Walsh’s firm is representing thousands of plaintiffs in a joinder lawsuit to the original legal action. Friday, the judge who ruled on the TRO, Judge Grischow, will determine whether that request can move forward.
Walsh said it’s hard to say what the Supreme Court will do if they agree to hear Pritzker’s appeal, which if granted, could hold opening remarks as soon as March.
“The Supreme Court has a lot of power obviously but I don’t know how far they’ll go beyond what the Appellate Court decided because the only thing the (court) decided is, it was moot,” Walsh said. “I guess they could determine what the governor’s authority is under executive orders on the broader side and on the narrower side just say we’re not going to hear it now as this is only a TRO and not a decision on the merits.”
As of Friday, almost 90 percent of Illinois school districts have flipped to a “mask recommended” or “mask not required” policy. Clearly, the appeal impacted schools’ decision to allow for the removal of masking. But there are still some suburban districts, including Oak Park and Evanston, that are claiming masks must be worn.

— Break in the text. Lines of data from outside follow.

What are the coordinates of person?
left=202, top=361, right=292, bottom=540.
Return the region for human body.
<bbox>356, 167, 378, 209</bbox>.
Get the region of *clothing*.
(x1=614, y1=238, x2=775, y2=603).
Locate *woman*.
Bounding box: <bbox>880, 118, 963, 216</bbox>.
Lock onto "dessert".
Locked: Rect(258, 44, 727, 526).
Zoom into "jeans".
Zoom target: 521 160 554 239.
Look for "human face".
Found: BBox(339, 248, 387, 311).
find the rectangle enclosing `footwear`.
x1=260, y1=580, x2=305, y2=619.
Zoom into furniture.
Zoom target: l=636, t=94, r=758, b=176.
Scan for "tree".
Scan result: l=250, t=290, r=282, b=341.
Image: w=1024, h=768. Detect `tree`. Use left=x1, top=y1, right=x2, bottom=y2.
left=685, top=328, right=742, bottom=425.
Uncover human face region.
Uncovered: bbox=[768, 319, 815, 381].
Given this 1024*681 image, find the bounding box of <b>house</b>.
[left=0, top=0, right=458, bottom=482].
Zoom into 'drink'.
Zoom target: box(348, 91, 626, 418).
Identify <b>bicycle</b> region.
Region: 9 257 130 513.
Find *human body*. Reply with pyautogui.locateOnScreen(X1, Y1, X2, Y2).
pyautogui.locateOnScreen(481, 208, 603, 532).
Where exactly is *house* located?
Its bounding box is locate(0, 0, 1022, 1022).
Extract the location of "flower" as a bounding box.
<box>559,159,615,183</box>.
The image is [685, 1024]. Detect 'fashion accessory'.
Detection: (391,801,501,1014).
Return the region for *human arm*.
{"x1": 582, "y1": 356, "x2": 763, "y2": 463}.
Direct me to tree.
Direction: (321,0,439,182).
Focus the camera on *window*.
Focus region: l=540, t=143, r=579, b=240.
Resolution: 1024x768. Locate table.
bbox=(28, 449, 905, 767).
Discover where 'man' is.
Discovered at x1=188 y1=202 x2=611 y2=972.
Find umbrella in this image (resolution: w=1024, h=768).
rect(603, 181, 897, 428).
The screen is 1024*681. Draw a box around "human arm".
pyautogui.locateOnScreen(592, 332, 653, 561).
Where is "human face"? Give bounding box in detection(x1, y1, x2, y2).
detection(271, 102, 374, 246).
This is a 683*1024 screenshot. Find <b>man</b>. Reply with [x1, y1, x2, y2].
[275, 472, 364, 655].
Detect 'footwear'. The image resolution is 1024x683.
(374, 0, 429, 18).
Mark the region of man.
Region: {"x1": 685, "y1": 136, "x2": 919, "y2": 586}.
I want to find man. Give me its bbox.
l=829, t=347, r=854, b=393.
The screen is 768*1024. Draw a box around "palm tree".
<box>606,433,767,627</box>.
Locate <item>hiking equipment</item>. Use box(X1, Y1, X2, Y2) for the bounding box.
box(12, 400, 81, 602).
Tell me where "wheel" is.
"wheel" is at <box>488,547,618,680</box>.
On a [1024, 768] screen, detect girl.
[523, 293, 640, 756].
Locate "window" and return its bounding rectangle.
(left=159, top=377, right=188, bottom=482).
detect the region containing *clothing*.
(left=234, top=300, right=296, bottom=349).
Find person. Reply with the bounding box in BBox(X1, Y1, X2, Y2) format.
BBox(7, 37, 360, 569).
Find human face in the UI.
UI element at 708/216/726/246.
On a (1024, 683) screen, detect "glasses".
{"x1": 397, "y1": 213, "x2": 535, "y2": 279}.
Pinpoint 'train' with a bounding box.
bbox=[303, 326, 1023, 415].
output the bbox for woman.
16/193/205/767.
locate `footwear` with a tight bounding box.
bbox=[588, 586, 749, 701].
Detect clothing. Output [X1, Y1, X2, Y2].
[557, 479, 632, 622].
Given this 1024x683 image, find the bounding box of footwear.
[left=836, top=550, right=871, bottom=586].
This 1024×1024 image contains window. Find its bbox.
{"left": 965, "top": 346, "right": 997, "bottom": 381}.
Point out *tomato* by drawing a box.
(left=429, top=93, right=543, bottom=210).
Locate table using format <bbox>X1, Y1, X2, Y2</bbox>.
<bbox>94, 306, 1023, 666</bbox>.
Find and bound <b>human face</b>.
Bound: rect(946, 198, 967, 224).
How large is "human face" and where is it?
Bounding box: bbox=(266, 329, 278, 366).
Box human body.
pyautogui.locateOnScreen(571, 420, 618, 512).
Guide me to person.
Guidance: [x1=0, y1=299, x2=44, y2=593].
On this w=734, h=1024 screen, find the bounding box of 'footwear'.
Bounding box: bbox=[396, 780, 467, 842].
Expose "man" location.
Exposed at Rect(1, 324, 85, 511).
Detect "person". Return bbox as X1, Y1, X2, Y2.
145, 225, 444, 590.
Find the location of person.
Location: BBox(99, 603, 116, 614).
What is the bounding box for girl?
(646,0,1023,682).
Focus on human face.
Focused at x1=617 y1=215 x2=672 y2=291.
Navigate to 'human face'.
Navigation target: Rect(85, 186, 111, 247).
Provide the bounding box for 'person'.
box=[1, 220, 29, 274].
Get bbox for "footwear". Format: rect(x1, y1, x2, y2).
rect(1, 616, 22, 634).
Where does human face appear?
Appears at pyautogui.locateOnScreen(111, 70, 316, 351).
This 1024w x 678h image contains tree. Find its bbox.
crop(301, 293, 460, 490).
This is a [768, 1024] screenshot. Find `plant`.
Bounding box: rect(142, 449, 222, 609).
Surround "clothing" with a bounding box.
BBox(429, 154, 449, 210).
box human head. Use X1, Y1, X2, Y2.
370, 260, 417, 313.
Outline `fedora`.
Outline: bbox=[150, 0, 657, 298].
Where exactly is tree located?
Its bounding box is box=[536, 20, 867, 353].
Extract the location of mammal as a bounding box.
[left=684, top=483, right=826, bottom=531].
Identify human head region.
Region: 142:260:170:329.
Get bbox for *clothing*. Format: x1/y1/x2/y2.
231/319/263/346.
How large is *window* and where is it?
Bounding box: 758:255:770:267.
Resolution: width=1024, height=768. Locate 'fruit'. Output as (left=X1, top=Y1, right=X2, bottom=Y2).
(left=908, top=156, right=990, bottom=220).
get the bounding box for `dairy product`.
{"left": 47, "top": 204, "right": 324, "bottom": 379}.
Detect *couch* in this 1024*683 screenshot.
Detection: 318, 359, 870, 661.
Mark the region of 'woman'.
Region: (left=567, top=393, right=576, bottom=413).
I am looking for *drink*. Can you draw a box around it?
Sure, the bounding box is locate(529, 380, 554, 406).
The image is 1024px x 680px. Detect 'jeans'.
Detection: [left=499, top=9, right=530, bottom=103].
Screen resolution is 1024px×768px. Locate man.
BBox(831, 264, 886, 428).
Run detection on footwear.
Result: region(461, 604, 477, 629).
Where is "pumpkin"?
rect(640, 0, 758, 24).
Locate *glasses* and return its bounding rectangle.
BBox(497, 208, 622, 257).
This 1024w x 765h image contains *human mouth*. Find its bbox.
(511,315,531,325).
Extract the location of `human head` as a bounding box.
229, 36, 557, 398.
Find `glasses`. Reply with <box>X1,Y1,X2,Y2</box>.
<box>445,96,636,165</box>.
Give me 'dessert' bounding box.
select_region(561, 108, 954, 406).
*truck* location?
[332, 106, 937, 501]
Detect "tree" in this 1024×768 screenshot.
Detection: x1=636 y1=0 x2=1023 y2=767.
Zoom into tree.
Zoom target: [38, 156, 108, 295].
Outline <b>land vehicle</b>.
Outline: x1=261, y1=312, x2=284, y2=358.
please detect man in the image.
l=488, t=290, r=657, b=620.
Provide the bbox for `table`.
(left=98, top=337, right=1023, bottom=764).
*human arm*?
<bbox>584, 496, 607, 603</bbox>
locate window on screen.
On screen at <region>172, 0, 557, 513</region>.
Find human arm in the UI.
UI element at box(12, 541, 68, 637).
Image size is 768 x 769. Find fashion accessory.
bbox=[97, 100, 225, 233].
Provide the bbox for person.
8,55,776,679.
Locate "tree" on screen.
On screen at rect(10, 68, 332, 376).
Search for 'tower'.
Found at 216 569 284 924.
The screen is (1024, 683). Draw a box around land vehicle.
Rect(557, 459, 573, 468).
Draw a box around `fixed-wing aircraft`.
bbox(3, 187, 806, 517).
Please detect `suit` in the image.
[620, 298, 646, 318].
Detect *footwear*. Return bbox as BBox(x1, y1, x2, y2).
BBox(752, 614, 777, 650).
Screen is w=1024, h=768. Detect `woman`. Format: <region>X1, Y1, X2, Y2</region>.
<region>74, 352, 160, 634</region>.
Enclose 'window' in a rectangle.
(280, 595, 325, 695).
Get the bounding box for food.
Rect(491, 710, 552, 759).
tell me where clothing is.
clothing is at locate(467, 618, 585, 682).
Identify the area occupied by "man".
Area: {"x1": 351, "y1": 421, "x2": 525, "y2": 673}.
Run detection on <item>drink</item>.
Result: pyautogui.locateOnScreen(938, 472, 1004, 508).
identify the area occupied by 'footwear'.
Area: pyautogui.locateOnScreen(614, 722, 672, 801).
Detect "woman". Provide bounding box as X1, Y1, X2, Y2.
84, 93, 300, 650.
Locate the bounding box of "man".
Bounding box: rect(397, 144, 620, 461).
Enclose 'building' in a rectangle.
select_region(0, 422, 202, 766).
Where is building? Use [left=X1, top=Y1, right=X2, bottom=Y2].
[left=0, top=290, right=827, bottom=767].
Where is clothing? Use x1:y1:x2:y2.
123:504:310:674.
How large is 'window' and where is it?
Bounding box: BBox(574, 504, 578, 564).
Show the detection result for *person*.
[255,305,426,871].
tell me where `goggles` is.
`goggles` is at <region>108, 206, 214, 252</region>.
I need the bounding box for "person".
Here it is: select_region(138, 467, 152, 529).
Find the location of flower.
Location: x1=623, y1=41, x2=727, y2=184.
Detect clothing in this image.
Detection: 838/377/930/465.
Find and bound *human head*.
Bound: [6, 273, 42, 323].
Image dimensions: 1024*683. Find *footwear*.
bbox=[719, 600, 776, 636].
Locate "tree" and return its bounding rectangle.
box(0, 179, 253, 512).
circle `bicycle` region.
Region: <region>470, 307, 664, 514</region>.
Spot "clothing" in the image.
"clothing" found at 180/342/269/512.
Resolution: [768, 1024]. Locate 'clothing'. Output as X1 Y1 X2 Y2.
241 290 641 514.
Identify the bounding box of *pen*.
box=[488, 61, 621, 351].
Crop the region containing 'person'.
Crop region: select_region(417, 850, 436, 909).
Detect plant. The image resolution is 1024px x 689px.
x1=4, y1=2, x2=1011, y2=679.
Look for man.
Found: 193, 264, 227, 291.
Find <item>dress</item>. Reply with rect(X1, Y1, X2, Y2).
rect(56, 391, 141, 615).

Although Judge Grischow’s TRO did give freedom to defendants not named in the case “to proceed as they see fit,” for districts that proceed with masking/exclusions, they are doing so living dangerously.
“I think she was saying ‘you are not in this order and I may not have a specific jurisdiction over you however I rule that these orders are void and you are acting at your own peril if you enforce them,’” Walsh said. “It would be ill-advised for these districts to enforce these orders in light of that ruling.”
Other than Pritzker’s desire to have legal record defining the expansiveness of his emergency powers, Walsh agrees with what I’ve written and tweeted about how this case, and all its resources and expense, is also about pursing a personal vendetta.
Months ago, Pritzker called Tom DeVore, the lead attorney on the TRO case, a “grifter.” As a result, DeVore filed a defamation suit against Pritzker. He won’t let himself be seen as backing down from legal foil DeVore.
“He doesn’t want to look like he’s running from a fight with Tom DeVore,” Walsh said.
All of this activity is underscored by November elections and a soon-to-be ramped up campaign season.
Earlier this week, DeVore announced his candidacy for Attorney General.
In a video announcing his candidacy, DeVore said:
We happen to have Gov. Pritzker right now who I thought failed miserably in governing over the last two years, because he didn’t govern. He ruled. How do we stop that from happening again? And what can I do to help that to not happen? I made the decision that there’s only one way that I can help and that’s making myself available to the people of this state as attorney general
Expect plenty of verbal fireworks on the campaign trail in the coming months.